I never should have used that term because you can't look past it.
No heliports. Designated landing/takeoff areas like the taxicab stands of old.
And Detroit? There will be people in Detroit using the service? I don't think a flying car service is going to take EBT...
Given the aircraft Uber is proposing, it's going to need 10m squares or more.
Given the 4x5m open rotor the Chinese are already putting into trials, that's going to need dedicated landing spaces with several m clearance beyond due to the open rotors.
Its not that it's your term; it's the appropriate term for the needed safety space for
any/every open-rotor design.
An open rotor necessitates a relatively secure access for safety reasons, as the rotors are a lethal risk to careless bystanders. That means marked off, and enforced vacancy of, landing areas. That means dedicated landing zones - helipads/heliports.
The ducted fan designs, at least the few I've seen on various documentaries, being more car sized and shaped, and presenting a much lower threat risk, won't need the dedicated stand; they're not the same level of risk, nor the same level of needed infrastructure to mitigate that risk.
Uber's shown design is comparable to a double-wide or triple-wide load - not going to be safe downtown, even if the landing stand is present. It's not a V-22, but it's still more than 8m wide - and that's assuming a 1.5m cockpit width - plus the rotor extension.
Ehang's is about 1.2 lanes wide - looks like about 4 x 5m (roughly 13' x 16') - still oversized - but reasonable for being able to land pretty much anywhere that traffic will yield, including most private driveways and many downtown plazas and parking lots - but the open rotor design is a safety hazard.
Take Ehang's, bring the rotors closer abeam, and put them in nacelles. Then you have a device which, while generating a good blast of wind, is reasonably safe to have in traffic for short periods.
Or, with a bit more of a mass-hit, have them swing-out for flight mode, in for landing amidst traffic in a parking spot.
Putting Uber's, even with the rotors ducted or in a nacelle, downtown is just going to be tight. It's going to need a dedicated pad, due to blocking 3-4 lanes worth. You're right to a point - in that the Uber design will require a pad, even with safety-increases from enclosing the props - simply because the form-factor is wrong for the environment
and the task. It won't be "Air travel at push button" - it will be "Make appointment for departure in an hour from pad X, and schedule me a driver to get to the pad."
Meanwhile, beasts more like the Ehang can, and will, be able to negotiate the downtown districts, and, once the rotors aren't exposed, can be reasonably allowed to land in extant parking places. In areas with major plant overhang, you'll need a little infrastructure to make use of the intersection to get under the trees... but you won't need the dedicated landing space.
Once you have the downtown connection to the wealthy burbs, you're in like Flynn. In Anchorage, that's 5-20 km. Geneva Woods and Roger's Park are about 5 km from downtown. Sand Lake and Jewel Lake both have some wealthy neighborhoods, and are 10-15km out from downtown. Bayshore (stupidly expensive) and the Hillside (insanely expensive - almost LA levels) are about 20 km out.
Corvallis lacks any visible "wealthy burbs" - but has some surprisingly well-heeled college students (thanks, OSU; can we get the *'s off the *ing roads?), and being able to hop around the Corvallis area is going to be a status symbol for the wealthier students.
Uber's design won't work well in either the Corvallis/Albany area nor in Anchorage. Nor in Portland - Portlanders love their tree shaded neighborhoods. Seattle/Tacoma also has many tree-lined neighborhoods - the wealthier, the more likely...
As for Detroit... note I said detroit-metro. dozens of cities across a six-county area in search of a common identity. Still a huge conurbation, even if City-of-Detroit (0.6 M people) is the land of urban homesteading. Still, the overall area is "thriving"... and 4.3 million people. And much of the metro area is rolling waves of suburb.
https://patch.com/michigan/rochester/detroit-population-continues-decline-metro-area-still-strong (webpage article)
For fairness, I have kinfolk and friends in the Detroit Metro area. And that's not counting Windsor, Ontario, south across the water.
I've seen LA, San Francisco, and San Diego - and yeah, lots of wires in some neighborhoods - but the wealthy ones don't tend to have a lot on street. Flying over LA rather than driving through it has been a stated dream of several wealthy (including some notably eccentric) celebrities. Not all of hollywood has a love affair with cars like Mr. Leno does.
Now, some urbanizations of low density will be perfect for the smaller "hail a drone" - teens in the outlying areas of, oh, say, Wasilla, Kenai/Soldotna (Alaska), Alsea, Adair, and Lebanon (Oregon), many places on the Hawaiian Islands (except Oahu... NAS/NSY Pearl Harbor and MCAS Kaneohe will create blockout zones for national security... but drone tours of Oahu are likely going to be all the rage - Helo-tours already are a common touristy thing.)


* [What you are asked to do] When you repeat the records, keep every word exact and drop each picture.

Start of Supplied material

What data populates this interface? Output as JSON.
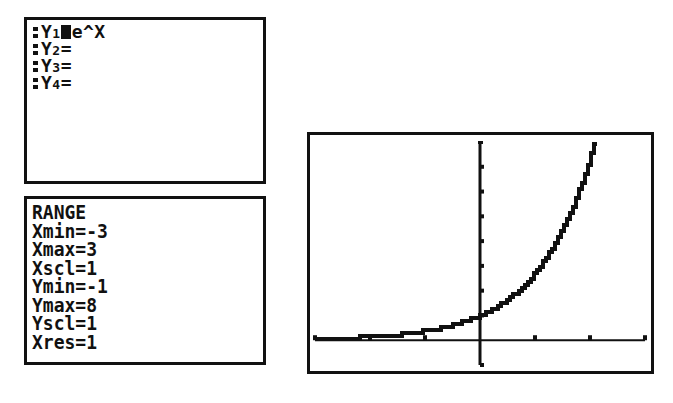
{
  "y_editor": {
    "functions": [
      {
        "label": "Y1",
        "name": "Y",
        "sub": "1",
        "expr": "e^X",
        "selected": true
      },
      {
        "label": "Y2",
        "name": "Y",
        "sub": "2",
        "expr": "",
        "selected": false
      },
      {
        "label": "Y3",
        "name": "Y",
        "sub": "3",
        "expr": "",
        "selected": false
      },
      {
        "label": "Y4",
        "name": "Y",
        "sub": "4",
        "expr": "",
        "selected": false
      }
    ]
  },
  "range": {
    "title": "RANGE",
    "lines": [
      "Xmin=-3",
      "Xmax=3",
      "Xscl=1",
      "Ymin=-1",
      "Ymax=8",
      "Yscl=1",
      "Xres=1"
    ],
    "Xmin": -3,
    "Xmax": 3,
    "Xscl": 1,
    "Ymin": -1,
    "Ymax": 8,
    "Yscl": 1,
    "Xres": 1
  },
  "graph": {
    "function": "e^X",
    "xlim": [
      -3,
      3
    ],
    "ylim": [
      -1,
      8
    ],
    "x_ticks": [
      -3,
      -2,
      -1,
      1,
      2,
      3
    ],
    "y_ticks": [
      -1,
      1,
      2,
      3,
      4,
      5,
      6,
      7
    ],
    "line_color": "#111111",
    "background": "#ffffff"
  }
}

End of Supplied material

* [Task output]
What data populates this interface? Output as JSON.
{
  "y_editor": {
    "functions": [
      {
        "label": "Y1",
        "name": "Y",
        "sub": "1",
        "expr": "e^X",
        "selected": true
      },
      {
        "label": "Y2",
        "name": "Y",
        "sub": "2",
        "expr": "",
        "selected": false
      },
      {
        "label": "Y3",
        "name": "Y",
        "sub": "3",
        "expr": "",
        "selected": false
      },
      {
        "label": "Y4",
        "name": "Y",
        "sub": "4",
        "expr": "",
        "selected": false
      }
    ]
  },
  "range": {
    "title": "RANGE",
    "lines": [
      "Xmin=-3",
      "Xmax=3",
      "Xscl=1",
      "Ymin=-1",
      "Ymax=8",
      "Yscl=1",
      "Xres=1"
    ],
    "Xmin": -3,
    "Xmax": 3,
    "Xscl": 1,
    "Ymin": -1,
    "Ymax": 8,
    "Yscl": 1,
    "Xres": 1
  },
  "graph": {
    "function": "e^X",
    "xlim": [
      -3,
      3
    ],
    "ylim": [
      -1,
      8
    ],
    "x_ticks": [
      -3,
      -2,
      -1,
      1,
      2,
      3
    ],
    "y_ticks": [
      -1,
      1,
      2,
      3,
      4,
      5,
      6,
      7
    ],
    "line_color": "#111111",
    "background": "#ffffff"
  }
}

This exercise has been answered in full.